Open Letter: Left Cooperation Is Essential To Challenge Fine Gael And Fianna Fáil

The results in the recent local and European elections in the south were disappointing for the left in Ireland. Although there were notable bright spots, including the election of Clare Daly in Dublin, the left generally fared badly, with Sinn Féin, People Before Profit, Solidarity and Independents 4 Change all losing seats.

Several factors are responsible for this, including an economic recovery, low voter turnout – particularly in working class areas – and an inability to organise the anger around housing into a mass movement on the scale of Right2Water.

The economic recovery has allowed the government to ease up on austerity and has lifted the pressure off some working people. But it has also reinforced the anger of many others who are more convinced than ever that the current system is rigged against them. Many people are seething at Fine Gael and their partners in government, Fianna Fáil, but they were not convinced that the left was able to successfully challenge them. 

This was different in both 2014 and 2016 as the left came together to resist water charges and to offer a genuine left alternative through the Right2Change initiative. In both elections the left made significant gains as working people took to the streets and voted for parties that helped them to organise.

To make gains in the current period we need a left that is willing to work together on key initiatives and present a progressive alternative to the establishment.

Fine Gael promised action on climate change, but within a week of the Green Wave election, they issued an exploration licence to a Chinese Oil and Gas company and pulled a stroke to block People Before Profit’s Climate Emergency Bill. 

Fianna Fáil are no better, propping up the Fine Gael government under the cover of Brexit, despite its dire failure to address the housing crisis, the crisis in the public health system, the climate emergency and major scandals around the National Children’s Hospital and rural broadband.

To challenge Fine Gael and Fianna Fáil and address these crises’, the left needs to come together to build national movements on workers’ rights, housing and environmental sustainability. We also need to revisit policies such as those developed as part of the Right2Change initiative and explore the possibility of increased left cooperation during elections.

This cooperation would also be considerably strengthened if progressive forces publicly ruled out coalition with Fine Gael and Fianna Fáil.

Coalition with these parties will undermine confidence in any progressive alternative to the establishment, strengthen the right and demoralise many voters looking for a progressive alternative to neoliberal policies. 

We therefore urge all those who want a progressive alternative to build it collectively and to remember the disastrous electoral consequences for both the Greens and Labour when, in recent years, they entered coalition governments with Fianna Fáil and Fine Gael.

There is much to be done and only a left publicly committed to replacing the right-wing political establishment and offering a genuinely left alternative will have any chance of succeeding. People Before Profit is willing to play its part in developing this project and we are hopeful others will work with us to make it happen. 

To move this forward we are calling on other forces of the left to discuss the possibility of unified action in the following areas. 

  1. A campaign to increase union density – particularly among the young – and to fight for a living wage of €12.30 an hour and better pay and conditions for workers generally.
  2. Increased cooperation in the fight to build a national housing movement 
  3. Increased cooperation in the fight against climate change with a particular focus on a just transition for workers, communities and small farmers and on the Global Strike on September 20.
  4. The upcoming bi-elections

For our part, we shall engage in a series of meetings with left parties, networks and unions who are interested in discussing these proposals.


§ Assigned task: Without copying the images, write out all the entries below verbatim.

====== Dataset records ======

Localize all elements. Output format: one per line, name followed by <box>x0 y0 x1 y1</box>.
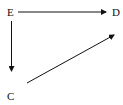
edges-layer <box>0 0 123 105</box>
edge-c-to-d <box>27 35 114 83</box>
node-c-label: C <box>7 91 14 102</box>
graph-diagram: E D C <box>0 0 123 105</box>
node-d-label: D <box>112 7 120 18</box>
node-e-label: E <box>7 7 14 18</box>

======

§ Result of this task:
Localize all elements. Output format: one per line, name followed by <box>x0 y0 x1 y1</box>.
edges-layer <box>0 0 123 105</box>
edge-c-to-d <box>27 35 114 83</box>
node-c-label: C <box>7 91 14 102</box>
graph-diagram: E D C <box>0 0 123 105</box>
node-d-label: D <box>112 7 120 18</box>
node-e-label: E <box>7 7 14 18</box>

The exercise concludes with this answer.